Quentin Tarantino Already Has Ennio Morricone Scoring His Next Movie, Whatever It May Be
We don't know yet what Quentin Tarantino's next movie will be, but we now have some idea of what it might sound like. Composer Ennio Morricone, who previously worked with Tarantino on Django Unchained and The Hateful Eight, has revealed that he's planning to reunite with Tarantino for a future project. Though it's not clear if even Morricone knows what that is at this point. More about the ongoing Quentin Tarantino Ennio Morricone collaboration below.
Morricone spilled the beans in a chat with Deadline:
Tarantino has already told me that there will be a next movie that we are going to make together. ... I told him that in the future I would like to have much more time. I would like to start working with him even long before in order to have the time to work, to think about the music, and also to exchange more ideas with him about what I am going to score for him. I never ask any director to work with me, but it was Tarantino who told me, 'OK, there will be a next time.'
Tarantino had approached Morricone about the possibility of scoring The Hateful Eight after it had already wrapped shooting. At the time, Morricone would commit only to providing a theme, but as their collaboration went on he wound up doing the entire score after all — his first Western score in 40 years. Morricone explained that he loves the creative freedom Tarantino allows him:
Actually, Quentin Tarantino didn't give me any kind of specific indication. He didn't express any requirements, so this gave me a lot of freedom. But at the same time, it put on me a much bigger responsibility. I was motivated only by the willingness to do better than I had done in the past and to give him a unique score.
Tarantino hasn't been shy about his affection for Morricone's work, incorporating some of his earlier pieces in the movies Kill Bill, Inglourious Basterds, and Django Unchained. After the release of Django, Morricone went on public record blasting Tarantino for "plac[ing] music in his films without coherence" and declared that he "wouldn't like to work with him again, on anything." But the pair quickly patched things up. Morricone clarified that he shares "an artistic brotherhood" with Tarantino, and by 2015 they were working together on The Hateful Eight.
The 87-year-old Morricone is one of the most legendary composers in movie history, which makes it pretty shocking that the only Oscar he's taken home so far is an honorary award in 2007. (And here you thought poor old Leo had been waiting a long time for his statue.) He's nominated for the sixth time this year, though, for The Hateful Eight, and it looks like this might finally be his year — he's already picked up the Golden Globe and the BAFTA.

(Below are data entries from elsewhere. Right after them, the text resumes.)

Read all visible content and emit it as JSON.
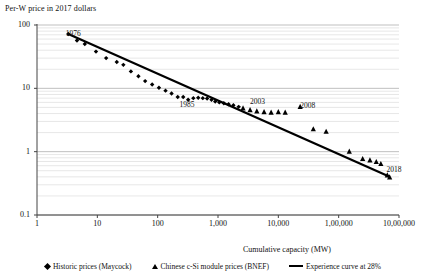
{
  "chart_data": {
    "type": "scatter",
    "title": "",
    "ylabel": "Per-W price in 2017 dollars",
    "xlabel": "Cumulative capacity (MW)",
    "xscale": "log",
    "yscale": "log",
    "xlim": [
      1,
      1000000
    ],
    "ylim": [
      0.1,
      100
    ],
    "grid": true,
    "legend_position": "bottom",
    "xticklabels": [
      "1",
      "10",
      "100",
      "1,000",
      "10,000",
      "1,00,000",
      "10,00,000"
    ],
    "xtickvalues": [
      1,
      10,
      100,
      1000,
      10000,
      100000,
      1000000
    ],
    "yticklabels": [
      "100",
      "10",
      "1",
      "0.1"
    ],
    "ytickvalues": [
      100,
      10,
      1,
      0.1
    ],
    "annotations": [
      {
        "label": "1976",
        "x": 3.0,
        "y": 72
      },
      {
        "label": "1985",
        "x": 230,
        "y": 5.4
      },
      {
        "label": "2003",
        "x": 3400,
        "y": 6.1
      },
      {
        "label": "2008",
        "x": 23000,
        "y": 5.2
      },
      {
        "label": "2018",
        "x": 620000,
        "y": 0.52
      }
    ],
    "series": [
      {
        "name": "Historic prices (Maycock)",
        "marker": "diamond",
        "color": "#000000",
        "points": [
          [
            3.3,
            72.0
          ],
          [
            4.6,
            57.0
          ],
          [
            6.2,
            50.0
          ],
          [
            9.5,
            38.0
          ],
          [
            14.0,
            30.0
          ],
          [
            21.0,
            26.0
          ],
          [
            27.0,
            23.5
          ],
          [
            36.0,
            18.5
          ],
          [
            48.0,
            15.5
          ],
          [
            62.0,
            13.0
          ],
          [
            81.0,
            11.5
          ],
          [
            105.0,
            10.2
          ],
          [
            135.0,
            9.2
          ],
          [
            170.0,
            8.3
          ],
          [
            215.0,
            7.3
          ],
          [
            265.0,
            7.3
          ],
          [
            320.0,
            6.6
          ],
          [
            390.0,
            7.0
          ],
          [
            470.0,
            7.1
          ],
          [
            560.0,
            7.0
          ],
          [
            660.0,
            6.9
          ],
          [
            780.0,
            6.6
          ],
          [
            900.0,
            6.2
          ],
          [
            1050.0,
            6.0
          ],
          [
            1250.0,
            5.8
          ],
          [
            1500.0,
            5.6
          ],
          [
            1800.0,
            5.4
          ],
          [
            2200.0,
            5.1
          ]
        ]
      },
      {
        "name": "Chinese c-Si module prices (BNEF)",
        "marker": "triangle",
        "color": "#000000",
        "points": [
          [
            2600,
            4.9
          ],
          [
            3400,
            4.6
          ],
          [
            4400,
            4.4
          ],
          [
            5800,
            4.3
          ],
          [
            7600,
            4.2
          ],
          [
            10000,
            4.3
          ],
          [
            13000,
            4.2
          ],
          [
            23000,
            5.2
          ],
          [
            38000,
            2.3
          ],
          [
            62000,
            2.1
          ],
          [
            150000,
            1.02
          ],
          [
            250000,
            0.78
          ],
          [
            330000,
            0.74
          ],
          [
            420000,
            0.7
          ],
          [
            500000,
            0.65
          ],
          [
            640000,
            0.43
          ],
          [
            700000,
            0.4
          ]
        ]
      },
      {
        "name": "Experience curve at 28%",
        "marker": "line",
        "color": "#000000",
        "learning_rate_percent": 28,
        "points": [
          [
            3.3,
            72.0
          ],
          [
            700000,
            0.4
          ]
        ]
      }
    ]
  }
}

As for what Tarantino's mysterious next effort will be, there are a few possibilities. Not long ago, he teased that he had an idea for a 1930s gangster film set in Australia, and he's still making noises about maybe, someday, making a Kill Bill Vol. 3. He may also finally get around to adapting Elmore Leonard's Forty Lashes Less One, though he's indicated that he might do it for TV instead. Or, knowing Tarantino, it could be some other completely out-of-left-field project that he hasn't even mentioned yet. But with Morricone already on board, our anticipation is only growing.